The Hampden resident who came to the aid of a woman beaten aboard a city bus testified yesterday that she saw a group of children kicking and punching the victim but said she could not identify any of the teens accused in the case.
Joyce King told the court that she was sitting in her dining room when she heard a crash outside her house. She ran to her window and saw an MTA bus.
"I saw the back door of the bus flying open," King said. "A girl came flying out." Others followed, and King watched as a group of students beat a woman who was later identified as Sarah Kreager, 26.
King said she ran out of her house. "I started to scream, 'Get off! You are going to kill her!'" King said.
But the violence continued, even as Kreager struggled to get away, King said.
King testified that initially she thought Kreager was a boy. "I don't think of girls fighting like that ... with such brutality and viciousness," she said.
When the fighting subsided, King took the injured woman into her arms. King said that Kreager's eye looked like "it had exploded" and the victim was bleeding from wounds to the head.
Meanwhile King noticed that there were still people in the bus and that it was rocking back and forth. "It was rocking violently," she said. People emerged from the windows of the bus, she said.
"I said, 'Call the police and tell them there is a riot on the bus,'" King said.
The five defense attorneys representing the juveniles who are on trial interrupted even the most routine portions of King's testimony with objections -- at one point taking issue with the way she described the front of her house.
Master David Young, the judge, seemed to become impatient. "You keep on objecting, and I'll rule, and we'll move on," Young said.
Under cross-examination, King acknowledged that she could not identify the teenagers or place any of the accused at the scene of the fracas. She also said that police never showed her a photo array or asked her to make any identifications.
Yesterday, the court also heard testimony from Lt. Robert Rosendale, the top Maryland Transit Administration police officer to respond to the scene.
He testified that the seats on the bus had become dislodged from the fight and that bus windows had been broken open.
He said there were 20 to 25 students seated on the ground laughing and joking when he arrived.
Rosendale said that two people, Troy Ennis, the victim's boyfriend, and Danny Williams, the bus driver, identified nine children involved with the fight. At that point, he said, the laughter stopped.
Of the nine initially identified, one has pleaded "involved" -- which is the juvenile court equivalent of a guilty plea. The cases against three others have been postponed and likely will be dropped, according to court records. The five remaining juveniles were in court yesterday.
annie.linskey@baltsun.com
Sun reporter Melissa Harris contributed to this article.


*WHAT IS BEING ASKED*.
Everything below from the line with "show me 'tire'." to the last line, both included, is to be written out exactly, with nothing added.

------------------------

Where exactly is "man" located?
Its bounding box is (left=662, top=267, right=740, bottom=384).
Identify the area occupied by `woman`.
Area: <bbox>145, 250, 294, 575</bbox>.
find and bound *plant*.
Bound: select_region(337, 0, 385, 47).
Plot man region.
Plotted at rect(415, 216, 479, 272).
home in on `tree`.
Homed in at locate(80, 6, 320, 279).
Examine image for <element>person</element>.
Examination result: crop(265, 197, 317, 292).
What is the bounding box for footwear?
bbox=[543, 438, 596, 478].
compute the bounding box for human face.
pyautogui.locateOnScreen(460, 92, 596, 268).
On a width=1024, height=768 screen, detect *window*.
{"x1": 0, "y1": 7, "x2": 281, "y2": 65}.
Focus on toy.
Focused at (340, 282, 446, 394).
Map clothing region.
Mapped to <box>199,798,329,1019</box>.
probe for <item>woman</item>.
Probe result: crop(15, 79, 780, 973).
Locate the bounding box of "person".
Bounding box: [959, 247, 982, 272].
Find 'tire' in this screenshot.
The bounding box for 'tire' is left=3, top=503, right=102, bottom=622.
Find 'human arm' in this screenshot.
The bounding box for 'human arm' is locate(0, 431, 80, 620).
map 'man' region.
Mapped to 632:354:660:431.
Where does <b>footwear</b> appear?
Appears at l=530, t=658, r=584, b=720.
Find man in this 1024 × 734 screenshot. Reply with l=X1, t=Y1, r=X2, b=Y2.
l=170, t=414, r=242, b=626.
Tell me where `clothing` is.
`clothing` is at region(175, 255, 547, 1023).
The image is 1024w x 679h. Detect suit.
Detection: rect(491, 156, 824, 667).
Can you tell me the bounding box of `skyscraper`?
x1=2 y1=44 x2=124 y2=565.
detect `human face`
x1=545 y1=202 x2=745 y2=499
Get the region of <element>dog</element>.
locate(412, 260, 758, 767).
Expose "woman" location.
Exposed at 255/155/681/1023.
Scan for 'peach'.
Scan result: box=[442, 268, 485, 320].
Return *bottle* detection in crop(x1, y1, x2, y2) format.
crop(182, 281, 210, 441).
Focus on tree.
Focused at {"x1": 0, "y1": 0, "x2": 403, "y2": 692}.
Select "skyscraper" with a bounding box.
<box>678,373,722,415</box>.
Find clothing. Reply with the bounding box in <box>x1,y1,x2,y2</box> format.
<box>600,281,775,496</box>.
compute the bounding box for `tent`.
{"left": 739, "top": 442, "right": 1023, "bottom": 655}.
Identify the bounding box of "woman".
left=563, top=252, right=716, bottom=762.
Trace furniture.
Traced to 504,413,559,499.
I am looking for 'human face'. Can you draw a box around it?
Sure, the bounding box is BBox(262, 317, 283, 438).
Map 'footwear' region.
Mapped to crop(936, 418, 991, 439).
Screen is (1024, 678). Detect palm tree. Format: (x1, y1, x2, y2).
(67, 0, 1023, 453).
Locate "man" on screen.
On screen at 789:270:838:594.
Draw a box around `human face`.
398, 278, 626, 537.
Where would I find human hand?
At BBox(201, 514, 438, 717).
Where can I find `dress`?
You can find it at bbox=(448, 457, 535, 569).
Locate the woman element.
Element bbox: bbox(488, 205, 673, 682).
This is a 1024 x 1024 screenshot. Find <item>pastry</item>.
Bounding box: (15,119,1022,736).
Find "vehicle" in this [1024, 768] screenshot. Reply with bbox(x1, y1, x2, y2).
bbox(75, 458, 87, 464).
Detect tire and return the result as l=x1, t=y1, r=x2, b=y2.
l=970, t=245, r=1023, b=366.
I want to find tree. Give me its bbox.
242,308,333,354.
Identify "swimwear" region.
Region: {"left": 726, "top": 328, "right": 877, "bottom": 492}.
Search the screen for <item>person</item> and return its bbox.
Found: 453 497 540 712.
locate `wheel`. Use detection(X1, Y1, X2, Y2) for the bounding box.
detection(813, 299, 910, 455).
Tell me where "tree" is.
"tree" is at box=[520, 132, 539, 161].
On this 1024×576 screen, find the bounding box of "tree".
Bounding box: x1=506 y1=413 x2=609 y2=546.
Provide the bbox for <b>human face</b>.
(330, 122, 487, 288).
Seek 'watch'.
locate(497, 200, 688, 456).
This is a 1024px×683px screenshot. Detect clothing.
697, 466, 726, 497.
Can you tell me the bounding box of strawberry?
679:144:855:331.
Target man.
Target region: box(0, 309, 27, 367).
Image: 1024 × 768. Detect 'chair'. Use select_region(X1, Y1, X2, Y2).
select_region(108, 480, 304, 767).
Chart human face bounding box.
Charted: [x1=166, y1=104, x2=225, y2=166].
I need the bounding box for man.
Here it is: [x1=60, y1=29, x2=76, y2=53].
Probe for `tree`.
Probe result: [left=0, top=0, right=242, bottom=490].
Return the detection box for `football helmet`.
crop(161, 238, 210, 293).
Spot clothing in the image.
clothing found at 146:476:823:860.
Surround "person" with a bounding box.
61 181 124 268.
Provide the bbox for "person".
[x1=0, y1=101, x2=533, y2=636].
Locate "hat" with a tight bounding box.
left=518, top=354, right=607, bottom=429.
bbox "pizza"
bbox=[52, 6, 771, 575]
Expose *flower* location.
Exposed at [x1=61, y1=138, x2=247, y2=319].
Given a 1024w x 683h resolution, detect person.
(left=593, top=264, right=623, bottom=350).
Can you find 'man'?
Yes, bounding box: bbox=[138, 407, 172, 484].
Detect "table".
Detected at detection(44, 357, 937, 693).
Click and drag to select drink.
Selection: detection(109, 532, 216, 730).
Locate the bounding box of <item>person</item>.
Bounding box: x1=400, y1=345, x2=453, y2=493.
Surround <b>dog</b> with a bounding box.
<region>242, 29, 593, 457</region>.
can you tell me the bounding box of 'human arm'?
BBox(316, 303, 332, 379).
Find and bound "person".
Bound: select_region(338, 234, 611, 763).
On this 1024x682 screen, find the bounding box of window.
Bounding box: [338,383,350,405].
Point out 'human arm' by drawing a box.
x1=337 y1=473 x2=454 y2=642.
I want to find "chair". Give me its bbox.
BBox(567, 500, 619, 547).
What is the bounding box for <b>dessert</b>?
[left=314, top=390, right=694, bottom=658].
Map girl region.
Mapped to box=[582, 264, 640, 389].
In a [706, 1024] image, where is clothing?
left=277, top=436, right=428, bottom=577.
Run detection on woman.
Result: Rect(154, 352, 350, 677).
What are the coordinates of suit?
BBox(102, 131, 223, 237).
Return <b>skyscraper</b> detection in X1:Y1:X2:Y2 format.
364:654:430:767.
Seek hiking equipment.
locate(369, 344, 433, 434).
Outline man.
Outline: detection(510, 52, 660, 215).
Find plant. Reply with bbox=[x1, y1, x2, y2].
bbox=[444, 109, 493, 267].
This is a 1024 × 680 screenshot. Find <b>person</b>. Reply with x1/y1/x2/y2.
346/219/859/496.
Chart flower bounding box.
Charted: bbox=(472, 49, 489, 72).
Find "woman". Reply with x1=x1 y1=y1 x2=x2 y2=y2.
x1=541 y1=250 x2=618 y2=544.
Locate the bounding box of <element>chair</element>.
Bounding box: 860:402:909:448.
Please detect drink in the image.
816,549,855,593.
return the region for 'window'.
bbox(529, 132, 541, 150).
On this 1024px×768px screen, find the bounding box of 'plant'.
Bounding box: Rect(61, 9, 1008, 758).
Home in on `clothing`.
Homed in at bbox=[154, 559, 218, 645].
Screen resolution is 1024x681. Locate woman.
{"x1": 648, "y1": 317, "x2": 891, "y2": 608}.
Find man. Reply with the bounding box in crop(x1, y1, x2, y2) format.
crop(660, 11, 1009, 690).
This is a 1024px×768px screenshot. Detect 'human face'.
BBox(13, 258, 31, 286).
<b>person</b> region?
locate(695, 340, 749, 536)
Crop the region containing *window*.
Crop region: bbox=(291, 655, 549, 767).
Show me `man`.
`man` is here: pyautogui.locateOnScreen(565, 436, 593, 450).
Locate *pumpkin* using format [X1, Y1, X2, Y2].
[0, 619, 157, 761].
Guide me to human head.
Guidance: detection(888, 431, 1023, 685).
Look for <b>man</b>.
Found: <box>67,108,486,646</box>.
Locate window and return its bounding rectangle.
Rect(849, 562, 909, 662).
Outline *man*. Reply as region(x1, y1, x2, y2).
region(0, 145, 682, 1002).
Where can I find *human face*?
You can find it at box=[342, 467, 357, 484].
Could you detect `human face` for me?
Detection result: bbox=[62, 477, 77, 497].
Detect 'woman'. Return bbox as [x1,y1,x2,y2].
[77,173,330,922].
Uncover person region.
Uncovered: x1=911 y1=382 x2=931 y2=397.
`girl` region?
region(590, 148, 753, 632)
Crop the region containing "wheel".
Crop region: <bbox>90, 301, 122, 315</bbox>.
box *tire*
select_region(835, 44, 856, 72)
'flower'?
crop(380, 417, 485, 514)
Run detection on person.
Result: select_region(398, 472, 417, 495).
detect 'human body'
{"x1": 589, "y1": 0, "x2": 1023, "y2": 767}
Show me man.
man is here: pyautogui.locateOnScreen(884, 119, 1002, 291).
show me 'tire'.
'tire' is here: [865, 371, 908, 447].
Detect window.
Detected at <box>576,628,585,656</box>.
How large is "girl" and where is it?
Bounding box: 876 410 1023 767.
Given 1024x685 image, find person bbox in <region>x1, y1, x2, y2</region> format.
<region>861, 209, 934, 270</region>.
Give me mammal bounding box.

------------------------

*RESULT*.
show me 'tire'.
'tire' is here: [865, 371, 908, 447].
Detect window.
Detected at <box>576,628,585,656</box>.
How large is "girl" and where is it?
Bounding box: 876 410 1023 767.
Given 1024x685 image, find person bbox in <region>x1, y1, x2, y2</region> format.
<region>861, 209, 934, 270</region>.
Give me mammal bounding box.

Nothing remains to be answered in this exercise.